Sunday 18 September 2016

Hats



I've always loved hats – from cowboy hats as a gun-toting kid to the trilby and Panama as a misguided youth to latterly the pork variety (Bebop rather than wide-boy Londoner style) – but it took me a while to discover the album by the Blue Nile.



It was the friend of a friend in Sheffield who recommended it initially. I hadn't even heard of the Blue Nile, which probably wasn't surprising given their track record of roughly an album every six or so years, and Hats is only the second of a desultory output. We were in the HMV shop at the time, perusing sale items and I thanked him but figured I'd pass it over this time, as I had a mortgage to pay and quite enough already in my greedy hands.



Not long after, though, I heard the Blue Nile's first album, A Walk Across The Rooftops (from which the glorious single, 'Tinseltown in the Rain' was taken) and realised that Dave had clearly known his onions. A first listening to Hats immediately revealed it as one of the most atmospherically beautiful pop records I'd ever heard – certainly by any Scottish group that I knew about. Only seven short-ish songs, but each one tinged with the most delicious, lingering sense of melancholia. Even the song titles suggest the idea of romantic yearning: 'Over the Hillside', 'The Downtown Lights', 'Headlights on the Parade', 'From a Late Night Train', 'Seven A.M.', all redolent of the dreamer's indefinable yearning for something beyond the quotidian.



'On a midnight train/Reflected in the water...' The dreamer in question is Paul Buchanan, the song-writing hub of a trio that met at Glasgow University. He was one of the special guests interpreting a couple of Bowie songs at the recent David Bowie prom, and there must have been many in the audience who asked themselves, Paul who? To those in the music industry, though, he has long been recognised not only for his songs, but also for his distinctive soulful voice. Once, I believe, he was even dubbed Glasgow's Marvin Gaye.

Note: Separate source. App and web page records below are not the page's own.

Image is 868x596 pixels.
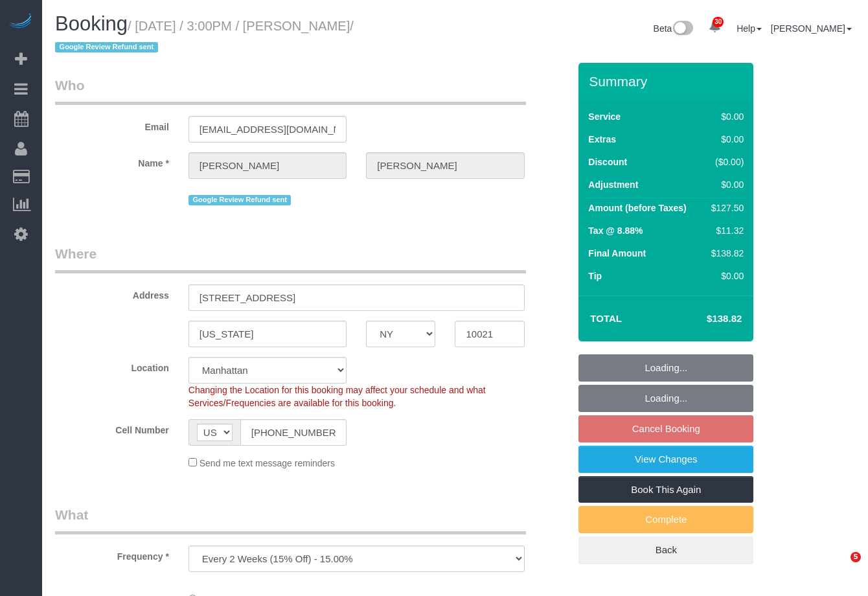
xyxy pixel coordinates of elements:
[55,505,526,534] legend: What
[46,357,179,375] label: Location
[706,247,744,260] div: $138.82
[189,195,291,205] span: Google Review Refund sent
[706,156,744,168] div: ($0.00)
[579,476,753,503] a: Book This Again
[55,19,354,55] span: /
[579,536,753,564] a: Back
[706,224,744,237] div: $11.32
[588,247,646,260] label: Final Amount
[46,116,179,134] label: Email
[55,42,158,52] span: Google Review Refund sent
[672,21,693,38] img: New interface
[46,152,179,170] label: Name *
[55,76,526,105] legend: Who
[46,546,179,563] label: Frequency *
[588,156,627,168] label: Discount
[366,152,524,179] input: Last Name
[588,178,638,191] label: Adjustment
[590,313,622,324] strong: Total
[588,269,602,283] label: Tip
[654,23,694,34] a: Beta
[55,244,526,273] legend: Where
[702,13,728,42] a: 30
[706,269,744,283] div: $0.00
[589,74,747,89] h3: Summary
[771,23,852,34] a: [PERSON_NAME]
[668,313,742,324] h4: $138.82
[736,23,762,34] a: Help
[824,552,855,583] iframe: Intercom live chat
[8,13,34,31] img: Automaid Logo
[588,201,686,214] label: Amount (before Taxes)
[706,133,744,146] div: $0.00
[851,552,861,562] span: 5
[579,446,753,473] a: View Changes
[189,152,346,179] input: First Name
[189,321,346,347] input: City
[713,17,724,28] span: 30
[55,12,128,35] span: Booking
[240,419,346,446] input: Cell Number
[706,201,744,214] div: $127.50
[55,19,354,55] small: / [DATE] / 3:00PM / [PERSON_NAME]
[189,116,346,142] input: Email
[588,110,621,123] label: Service
[706,110,744,123] div: $0.00
[46,285,179,302] label: Address
[199,458,335,468] span: Send me text message reminders
[454,321,524,347] input: Zip Code
[46,419,179,436] label: Cell Number
[189,385,486,408] span: Changing the Location for this booking may affect your schedule and what Services/Frequencies are...
[706,178,744,191] div: $0.00
[588,224,642,237] label: Tax @ 8.88%
[588,133,616,146] label: Extras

Minimalism is the key note to his songs. 'From a Late Night Train', for example, employs the band's trademark lush chords, ambient synthesiser wash and a lone trumpet to create a pervasive sense of private loneliness. In fact, the dominant instrumentation of strings and synthesiser in combination is one which normally doesn't appeal to me at all, but Buchanan, Robert Bell and P.J. Moore do it with an irresistible good taste.




Just in case of being branded a 'synthesiser group' – and therefore lumped, I suppose, with the likes of Human League and Depeche Mode – Hats was followed by Peace At Last, another beautiful album but this time characterised by Buchanan's acoustic guitar. By now, they were based in the U.S. and had worked with the likes of Rickie Lee Jones and Annie Lennox, who recorded a version of 'The Downtown Lights'.



Their final album, High, took the longest period yet to write and record, and Buchanan's perfectionism seemed to take its toll. In keeping with a band that shied away from the public eye – pop music's equivalent in some ways of J.D. Salinger – there was never any official announcement, but there seems little doubt that the 2004 release was their swansong. Indeed, in the years since, there has been an unofficial biography (which probably sold in hundreds rather than thousands), a truly minimalist Buchanan solo album and a series of collector's editions of their first three albums, which smacks of the Virgin label clutching at commercial straws.



I was lucky enough to pick up a double-CD version of Hats in a sale in Brive to supplement my original purchase, consisting of one re-mastered CD of the original and another CD of thematic odds and ends, including a live version of 'Headlights on the Parade', which suggests that the band could cut the mustard on stage as well as in the studio. In fact, typical of their perverse approach to any kind of positive publicity, they made an appearance at Glastonbury in 1997 before disappearing from view until the release of High.

Their first and last are both good, but perhaps a tad disappointing in terms of the standards achieved on their second and third albums. I shall keep rifling through sales bins in search of a special edition of Peace At Last, but for now I am delighted to have an expanded version of Hats to listen to whenever I feel the ache of melancholia demanding musical sustenance.